September 4: Black and Yellow Garden Spider
If you find yourself walking through a field of flowers in late summer, you might stop in your tracks at the sight of one of Maines largest spiders. Or the spider might stop you when you accidently walk through its web that it has stretched across a pathway. These enormous spiders have abdomens the size of a quarter with contrasting yellow and black coloration, which continues along with a shade of orange to form bands on their long legs. Sitting front and center on its zig-zag patterned web, it doesn’t take much effort to notice Argiope aurantia, or what is commonly known as the black and yellow garden spider. You would be hard pressed to miss it.
The webs are usually found about knee-high off of the ground in sunny and quiet areas in a field or garden, where they are somewhat concealed and protected from the wind. Black and yellow garden spiders can also be found along the eaves of buildings or any tall vegetation where they can stretch and secure a web. The female spider spends almost her whole life in the web, with the smaller and less colorful males traveling to the females to mate. The web is circular, up to 2 feet in diameter, with a dense zig-zag of silk, known as a stabilimentum, in the center. It is believed that the stabilimentum helps hide the spider, but it may also warn birds of the presence of the concealed web, or attract insect prey looking for a surface to land on.
In a nightly ritual, the spider consumes the interior circular part of the web, and then rebuilds it each morning with fresh new silk. It is believed that the spider does this to recover the chemicals used in web building and to consume minuscule insects and other organic matter containing nutrition. During the daytime, the spider occupies the center of the web, usually facing straight down, waiting for larger prey to become ensnared. When prey is caught in the web, the spider may bounce the web back and forth to further trap it. When the prey is secure, the spider injects it with deadly venom and wraps it in a cocoon of silk for later consumption. Their black and yellow garden spider eats a variety of invertebrates including aphids, flies, grasshoppers, mosquitoes, wasps and bees.

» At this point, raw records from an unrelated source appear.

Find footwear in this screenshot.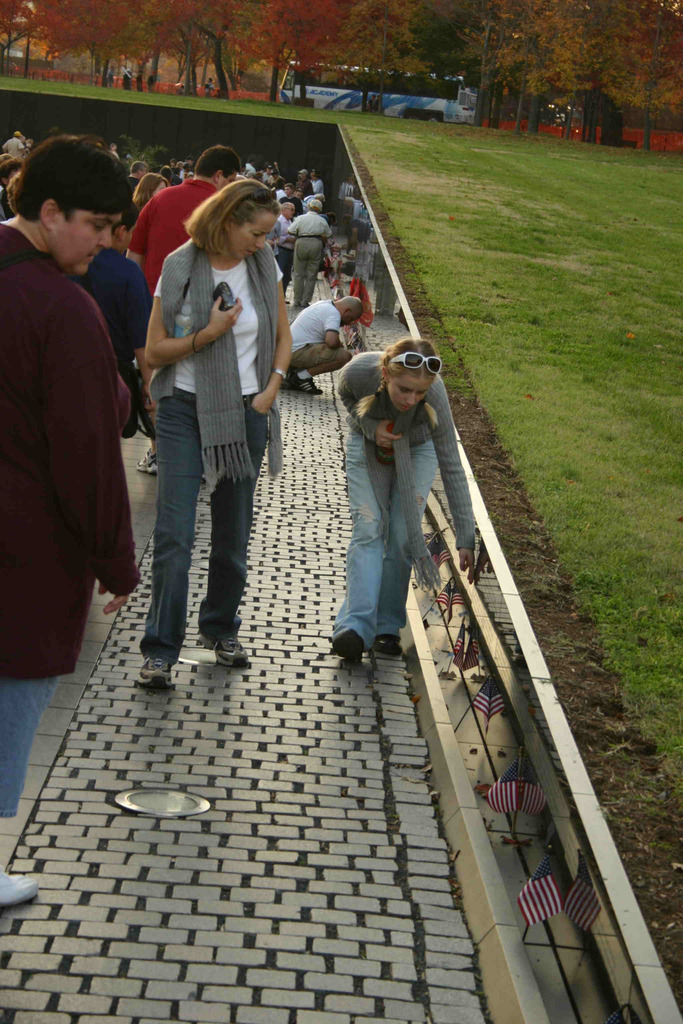
The bounding box for footwear is {"x1": 327, "y1": 632, "x2": 366, "y2": 658}.
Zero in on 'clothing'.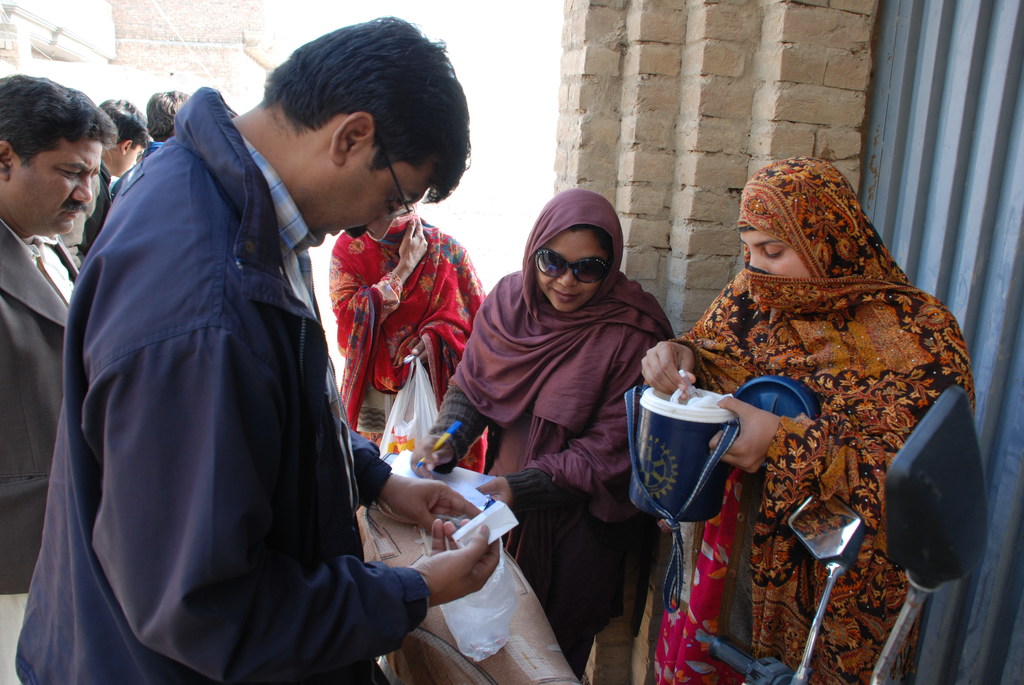
Zeroed in: locate(18, 83, 429, 684).
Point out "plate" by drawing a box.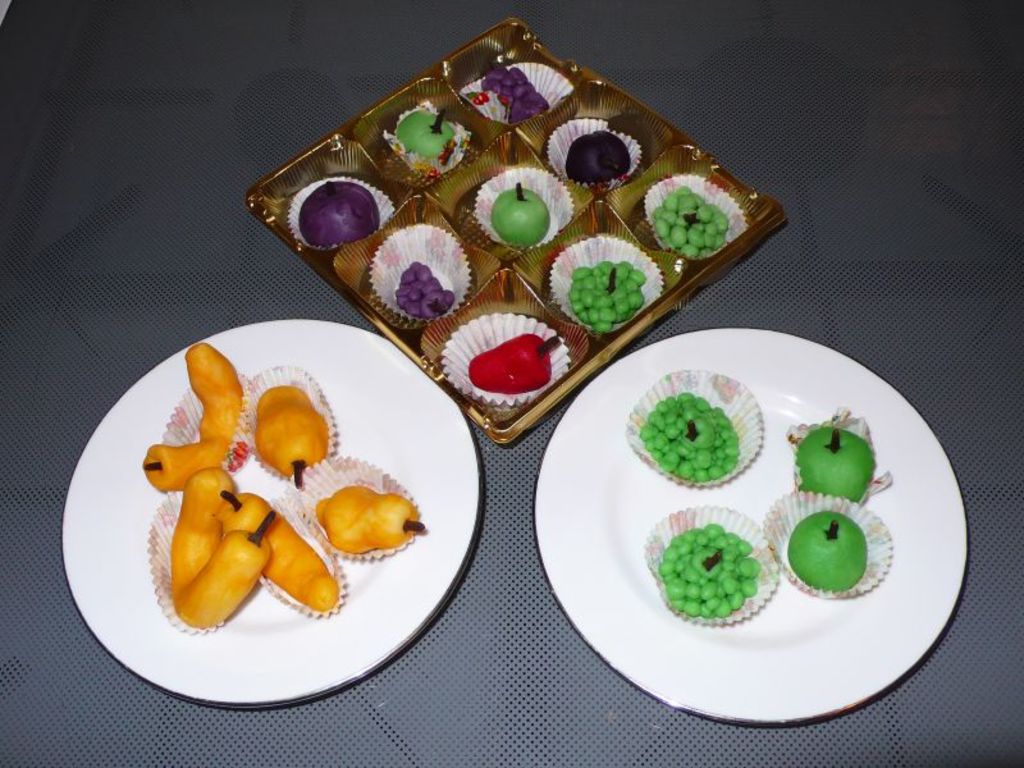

When a male black and yellow garden spider finds a female, he will build a small web near or actually in the female’s web. He will then court her by plucking the strands of her web. The male usually approaches the female with a silken safety drop line ready, just in case she attacks him and he needs to escape. If things go well, the spiders will mate, after which the male will die and is sometimes eaten by the female. She lays her eggs at night on a sheet of silky material, which she covers with another layer of silk, then a final protective layer of brown colored silk. She works the sheet into a ball with her legs and suspends the egg sac onto her web.
Each female spider produces one to four egg sacs, each with around a 1000 eggs inside. She guards the eggs against predators until the weather cools and she becomes frail, with adult spiders usually dying with the first hard frost. The spiderlings hatch in the fall, but stay in the protective egg sack for the winter and emerge in the spring. At first they are so tiny that they look like dust gathered inside the silk mesh. When summer rolls around, some of the spiderlings remain nearby, but others exude a strand of silk that gets caught by the breeze, carrying them to a more distant area.
If you see the strikingly beautiful black and yellow garden spider in your yard, there is no reason to relocate or kill it. They are beneficial and bring natural balance to their surroundings. Although people may be concerned about being bitten, they are not dangerous. They may bite when harassed, but the venom is harmless to non-allergic humans and feels no worse than a bee sting. In fact, their eyesight is quite poor, so just admire them from a few inches away and they won’t even know you are there.